:: MATERIAL PROVIDED
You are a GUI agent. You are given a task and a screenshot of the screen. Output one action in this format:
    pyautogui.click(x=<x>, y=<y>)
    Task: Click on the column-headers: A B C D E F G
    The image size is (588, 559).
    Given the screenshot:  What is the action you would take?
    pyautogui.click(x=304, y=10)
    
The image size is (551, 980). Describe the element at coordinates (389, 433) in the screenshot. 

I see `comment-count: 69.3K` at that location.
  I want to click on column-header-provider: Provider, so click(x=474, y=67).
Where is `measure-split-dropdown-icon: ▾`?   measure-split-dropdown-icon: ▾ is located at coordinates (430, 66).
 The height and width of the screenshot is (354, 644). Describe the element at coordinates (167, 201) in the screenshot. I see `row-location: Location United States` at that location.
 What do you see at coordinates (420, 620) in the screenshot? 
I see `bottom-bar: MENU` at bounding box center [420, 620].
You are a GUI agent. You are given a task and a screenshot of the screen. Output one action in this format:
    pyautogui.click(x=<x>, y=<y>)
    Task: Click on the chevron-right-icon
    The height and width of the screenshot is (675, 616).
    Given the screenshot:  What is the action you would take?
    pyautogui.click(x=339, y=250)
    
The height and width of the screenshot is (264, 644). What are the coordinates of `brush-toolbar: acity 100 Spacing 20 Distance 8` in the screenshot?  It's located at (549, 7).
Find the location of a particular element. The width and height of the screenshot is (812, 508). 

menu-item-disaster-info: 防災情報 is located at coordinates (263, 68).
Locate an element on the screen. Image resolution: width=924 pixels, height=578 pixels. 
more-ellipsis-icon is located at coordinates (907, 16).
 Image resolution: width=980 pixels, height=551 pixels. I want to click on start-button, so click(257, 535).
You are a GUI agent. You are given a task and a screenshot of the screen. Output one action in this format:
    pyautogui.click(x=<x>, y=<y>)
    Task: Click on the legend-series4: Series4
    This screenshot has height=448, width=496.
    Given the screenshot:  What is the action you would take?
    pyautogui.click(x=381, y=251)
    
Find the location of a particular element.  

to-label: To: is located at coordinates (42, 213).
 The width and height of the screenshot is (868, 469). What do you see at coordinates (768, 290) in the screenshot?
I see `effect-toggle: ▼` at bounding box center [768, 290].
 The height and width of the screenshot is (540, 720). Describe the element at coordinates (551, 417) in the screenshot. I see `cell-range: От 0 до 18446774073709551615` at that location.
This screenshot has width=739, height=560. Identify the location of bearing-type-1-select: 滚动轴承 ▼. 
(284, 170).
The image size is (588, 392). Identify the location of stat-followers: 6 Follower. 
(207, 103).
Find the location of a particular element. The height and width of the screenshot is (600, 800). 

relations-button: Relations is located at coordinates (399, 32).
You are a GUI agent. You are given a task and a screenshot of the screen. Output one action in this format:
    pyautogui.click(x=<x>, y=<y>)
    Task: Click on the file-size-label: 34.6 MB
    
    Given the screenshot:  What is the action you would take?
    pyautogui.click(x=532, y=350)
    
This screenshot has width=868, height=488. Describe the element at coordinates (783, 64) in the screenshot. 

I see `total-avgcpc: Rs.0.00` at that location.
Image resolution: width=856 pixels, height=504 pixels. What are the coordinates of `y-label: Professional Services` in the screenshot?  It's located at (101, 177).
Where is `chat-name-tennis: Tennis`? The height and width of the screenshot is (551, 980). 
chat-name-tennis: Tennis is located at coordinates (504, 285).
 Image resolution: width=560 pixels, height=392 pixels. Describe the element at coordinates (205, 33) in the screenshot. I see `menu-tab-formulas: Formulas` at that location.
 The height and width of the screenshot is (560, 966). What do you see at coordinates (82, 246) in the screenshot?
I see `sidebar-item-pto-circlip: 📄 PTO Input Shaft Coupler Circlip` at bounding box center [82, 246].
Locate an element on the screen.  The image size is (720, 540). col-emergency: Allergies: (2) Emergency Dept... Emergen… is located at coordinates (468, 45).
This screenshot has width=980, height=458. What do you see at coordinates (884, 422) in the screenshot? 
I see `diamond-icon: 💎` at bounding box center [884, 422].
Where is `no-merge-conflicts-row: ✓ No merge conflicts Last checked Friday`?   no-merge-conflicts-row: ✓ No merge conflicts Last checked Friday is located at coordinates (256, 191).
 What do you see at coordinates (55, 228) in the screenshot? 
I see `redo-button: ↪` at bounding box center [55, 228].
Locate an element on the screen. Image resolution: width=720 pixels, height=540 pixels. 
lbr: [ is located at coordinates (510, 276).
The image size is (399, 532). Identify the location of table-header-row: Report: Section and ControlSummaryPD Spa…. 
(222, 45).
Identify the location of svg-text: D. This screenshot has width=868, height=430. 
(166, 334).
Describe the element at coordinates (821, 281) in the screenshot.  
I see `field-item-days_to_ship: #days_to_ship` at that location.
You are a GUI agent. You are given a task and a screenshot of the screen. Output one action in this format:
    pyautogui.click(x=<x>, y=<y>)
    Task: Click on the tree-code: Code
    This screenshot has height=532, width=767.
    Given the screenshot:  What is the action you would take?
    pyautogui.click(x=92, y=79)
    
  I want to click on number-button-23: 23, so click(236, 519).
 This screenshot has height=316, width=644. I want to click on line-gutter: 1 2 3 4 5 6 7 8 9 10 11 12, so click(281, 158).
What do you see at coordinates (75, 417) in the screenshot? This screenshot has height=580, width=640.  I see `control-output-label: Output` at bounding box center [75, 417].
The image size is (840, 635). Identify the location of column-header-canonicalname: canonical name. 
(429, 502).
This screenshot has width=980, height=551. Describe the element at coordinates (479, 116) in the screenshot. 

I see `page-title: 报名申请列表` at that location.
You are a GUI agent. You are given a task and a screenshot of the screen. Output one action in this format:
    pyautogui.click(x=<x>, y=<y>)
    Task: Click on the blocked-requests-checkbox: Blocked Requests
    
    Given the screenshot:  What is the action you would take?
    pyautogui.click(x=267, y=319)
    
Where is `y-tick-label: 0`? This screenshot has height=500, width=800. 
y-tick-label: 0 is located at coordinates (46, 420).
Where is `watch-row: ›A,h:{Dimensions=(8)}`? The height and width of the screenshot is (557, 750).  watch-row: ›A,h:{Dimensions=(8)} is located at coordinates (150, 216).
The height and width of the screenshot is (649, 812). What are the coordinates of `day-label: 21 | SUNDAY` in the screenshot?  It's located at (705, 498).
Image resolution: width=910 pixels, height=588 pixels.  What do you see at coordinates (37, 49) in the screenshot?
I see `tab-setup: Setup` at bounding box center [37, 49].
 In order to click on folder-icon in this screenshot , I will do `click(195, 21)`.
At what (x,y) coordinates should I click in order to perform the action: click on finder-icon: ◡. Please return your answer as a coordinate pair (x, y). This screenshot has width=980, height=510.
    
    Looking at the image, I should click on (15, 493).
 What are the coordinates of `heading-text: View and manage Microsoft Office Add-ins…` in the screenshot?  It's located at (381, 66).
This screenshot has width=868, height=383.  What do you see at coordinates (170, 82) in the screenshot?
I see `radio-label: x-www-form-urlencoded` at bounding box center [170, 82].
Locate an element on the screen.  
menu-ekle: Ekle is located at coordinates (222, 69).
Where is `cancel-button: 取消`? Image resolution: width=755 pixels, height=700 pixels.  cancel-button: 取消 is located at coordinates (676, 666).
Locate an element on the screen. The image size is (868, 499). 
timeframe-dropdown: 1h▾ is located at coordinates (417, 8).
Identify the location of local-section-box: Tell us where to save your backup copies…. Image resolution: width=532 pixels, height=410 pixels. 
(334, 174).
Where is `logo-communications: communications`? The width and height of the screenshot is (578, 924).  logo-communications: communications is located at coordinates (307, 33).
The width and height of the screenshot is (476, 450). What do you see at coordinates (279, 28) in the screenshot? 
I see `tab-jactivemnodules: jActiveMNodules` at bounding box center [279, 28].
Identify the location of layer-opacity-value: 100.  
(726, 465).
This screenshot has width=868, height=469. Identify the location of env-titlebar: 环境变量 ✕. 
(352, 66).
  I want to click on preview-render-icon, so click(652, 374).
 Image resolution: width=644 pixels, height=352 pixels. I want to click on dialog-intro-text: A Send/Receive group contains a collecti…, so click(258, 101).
::::
◆ WHAT YOU HAVE TO DO: Your response should hold the lines from the first line of the entries above through the line with "The image size is (588, 559).", each retyped exactly, and nothing else.

◆ WRITTEN RESPONSE:
You are a GUI agent. You are given a task and a screenshot of the screen. Output one action in this format:
    pyautogui.click(x=<x>, y=<y>)
    Task: Click on the column-headers: A B C D E F G
    The image size is (588, 559).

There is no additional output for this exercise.